George González is Assistant Professor of Sociology and Religion and Culture at The CUNY Graduate Center and at Baruch College, City University of New York. Within religious studies, he specializes in religion and economy, implicit religion, capitalism studies, theories and methods in the study of religion, and religion and society (Modern West). He is the author of several peer-reviewed and scholarly articles as well as two single-authored research monographs.
Professor’s González’ second major research project focused on the American ritualization of consumer capitalism. Within the scope of this project, he conducted ethnographic fieldwork with the famed New York City-based radical performance community and choir, the Stop Shopping Church (a.k.a. Reverend Billy and the Church of Stop Shopping) between 2016 and 2021. He has also conducted historiographical research into American marketing history in tandem with the fieldwork. A new manuscript based on this research and entitled The Church of Stop Shopping and Religious Activism: Combatting Consumerism and Climate Change Through Performance is published with NYU Press (December 2024). His first book, Shape-Shifting Capital—Spiritual Management, Critical Theory, and the Ethnographic Project (Lexington Books, 2015), is a critical analysis of the ‘spiritual’ turn in organizational theory and workplace practice.

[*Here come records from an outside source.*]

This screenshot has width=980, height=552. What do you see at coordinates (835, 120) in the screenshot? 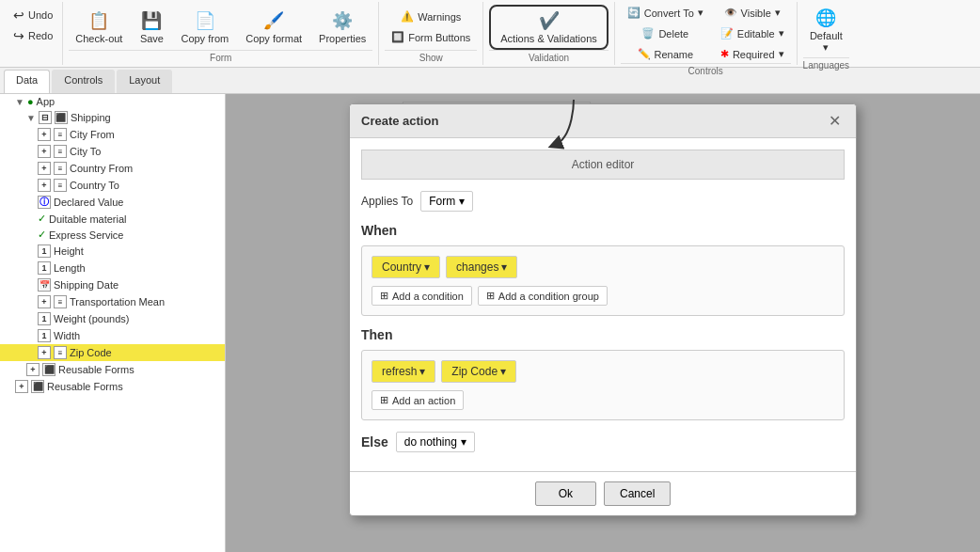
I see `modal-close-button: ✕` at bounding box center [835, 120].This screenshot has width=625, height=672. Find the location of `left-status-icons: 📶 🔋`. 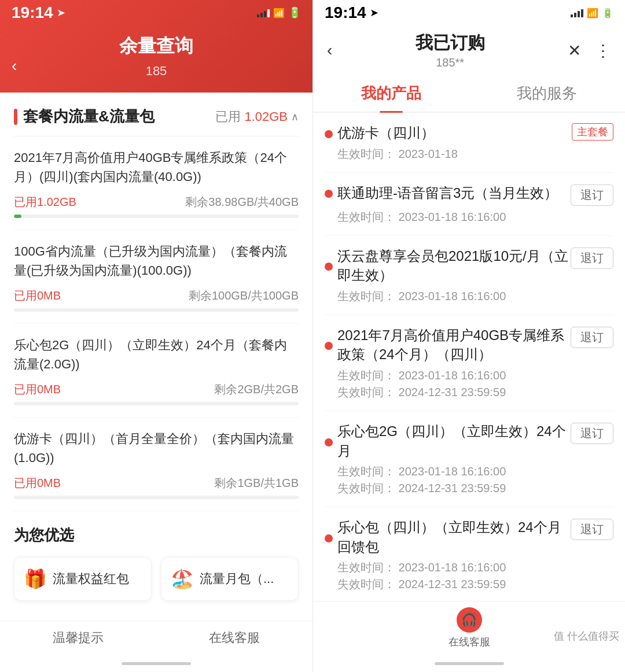

left-status-icons: 📶 🔋 is located at coordinates (279, 13).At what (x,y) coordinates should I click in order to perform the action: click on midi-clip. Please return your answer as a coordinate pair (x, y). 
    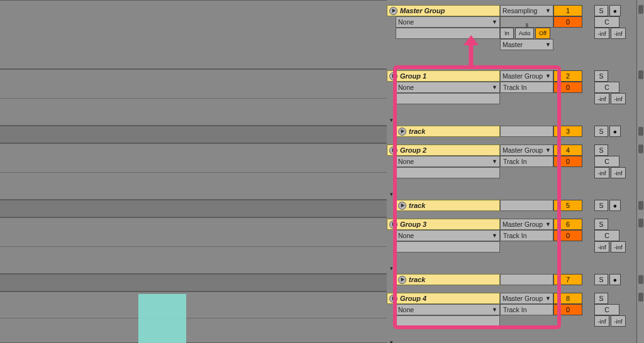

Most broadly, Professor González’ research interests lay in the sociocultural legislation of Western metaphysics and the concrete and specific form of power that has attached to neoliberalism, as a historically specific kind of cosmology. In this, he pays special attention to cybernetic theory as a cultural dominant. He remains especially interested in approaching the study and criticism of what he calls (highly affective, embodied, symbolically mediated, and aestheticized) “post-secular” capitalism through the framework of religious social change. Professor González’ has special interests in the work ethnography can do at the intersections of religion, science, and global capitalism and as a complement and corrective to critical theory.
Professor González is currently working on an existential archeology of post-secular capitalism that is grounded in the life and times of a Beat poet and psychedelic artist who became influential in developing psychologically effective multimedia technologies for corporate and non-profit clients in the 1970s and 1980s. He is also researching an article on Latino/a/x religious experience in a commodified age. Professor González is in the development stages of two new major book projects, one a comparative sociology of contemporary neoliberal institutions and the other an ethnography of the religious lives of precarious Latina/x service workers in New York City.

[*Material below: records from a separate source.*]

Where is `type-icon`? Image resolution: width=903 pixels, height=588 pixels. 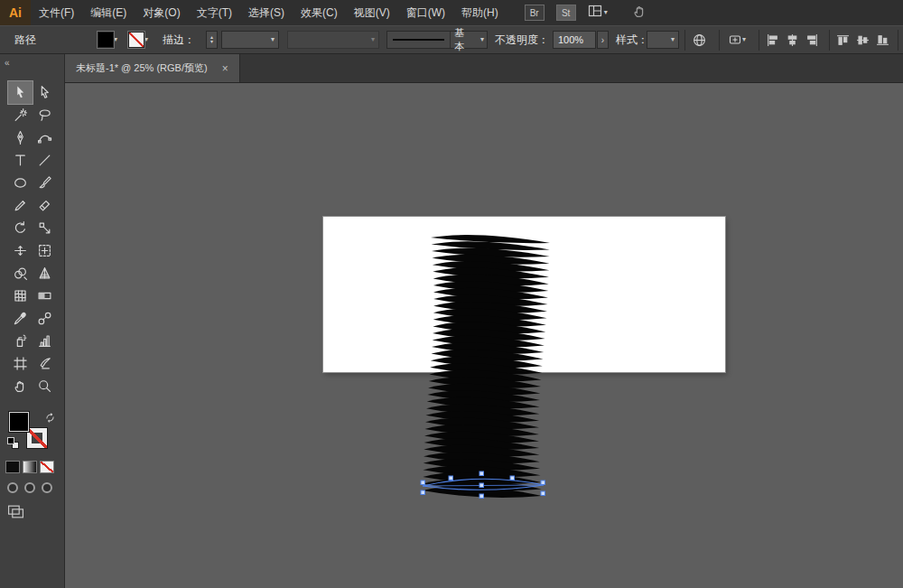
type-icon is located at coordinates (20, 161).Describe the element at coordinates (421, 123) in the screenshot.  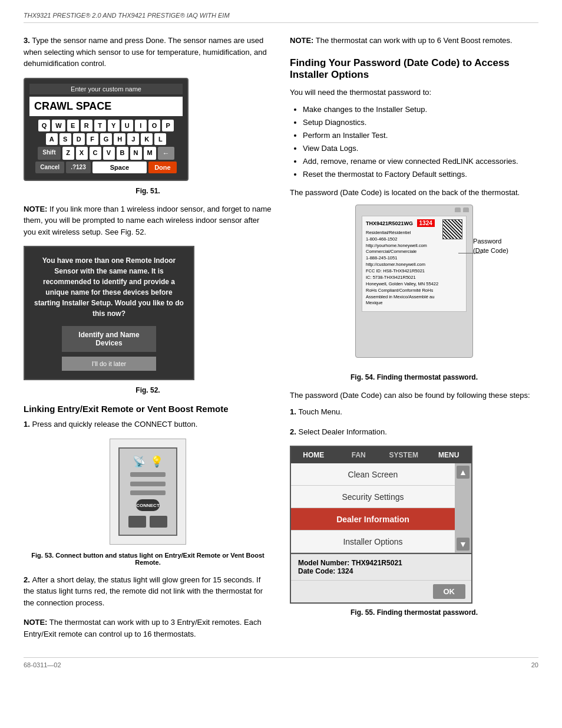
I see `bullet-2: Setup Diagnostics.` at that location.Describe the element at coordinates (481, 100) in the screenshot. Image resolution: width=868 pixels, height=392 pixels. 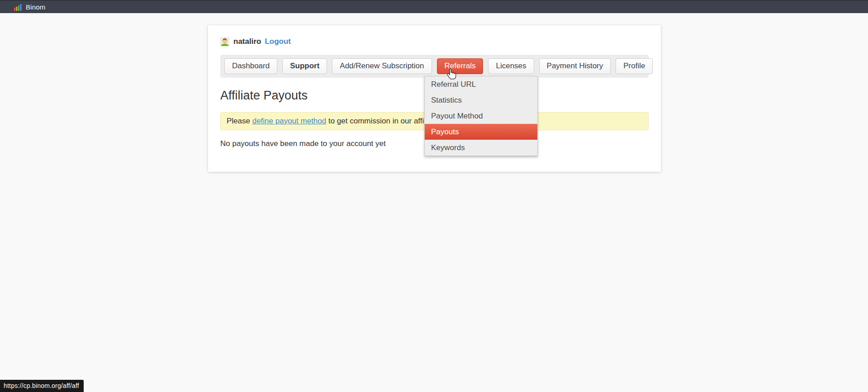
I see `menu-item-statistics: Statistics` at that location.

Professor González is on the Editorial Board for Critical Research on Religion. He is also a Research Associate at the Center for Critical Research on Religion and Research Associate at the Edward Bailey Centre for the Study of Implicit Religion (U.K.). Professor González served on the inaugural steering committee for the Religion and Economy Program Unit at the American Academy of Religion (AAR) from 2016-2021. Professor González has reviewed for various scholarly journals and academic publishers in the study of religion.
Trained as a philosophical anthropologist (or existential sociologist), Professor González is committed to empowering students to better comprehend how power is reproduced in their own richly textured lives and teeming lifeworlds. As the son of Latin-American immigrants (from Perú and Cuba), a first-generation college student, and a native New Yorker, Professor González enjoys pursuing a research and teaching agenda at CUNY that is often rooted and grounded in the textures, cadences, and concerns of New York City life.

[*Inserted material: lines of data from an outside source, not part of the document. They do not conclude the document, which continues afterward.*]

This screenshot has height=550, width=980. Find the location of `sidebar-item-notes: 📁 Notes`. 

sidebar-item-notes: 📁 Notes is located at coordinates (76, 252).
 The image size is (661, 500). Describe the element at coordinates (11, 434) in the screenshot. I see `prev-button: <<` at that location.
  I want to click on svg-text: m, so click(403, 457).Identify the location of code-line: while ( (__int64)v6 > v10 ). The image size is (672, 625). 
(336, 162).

Professor González received his B.A. from Yale College (Comparative Literature), an M.A.R. from Yale Divinity School (Ethics), and a Ph.D. from Harvard Divinity School (Religion and Society). Prior to moving to Baruch in the Fall of 2018, he taught at Monmouth University (West Long Branch, NJ).
Professor González is the recipient of several grants and awards, including the Eugene Lang Junior Faculty Fellowship (AY 22-23) and PSC-CUNY research grants (AY 20-21, 21-22, 22-23, 23-24).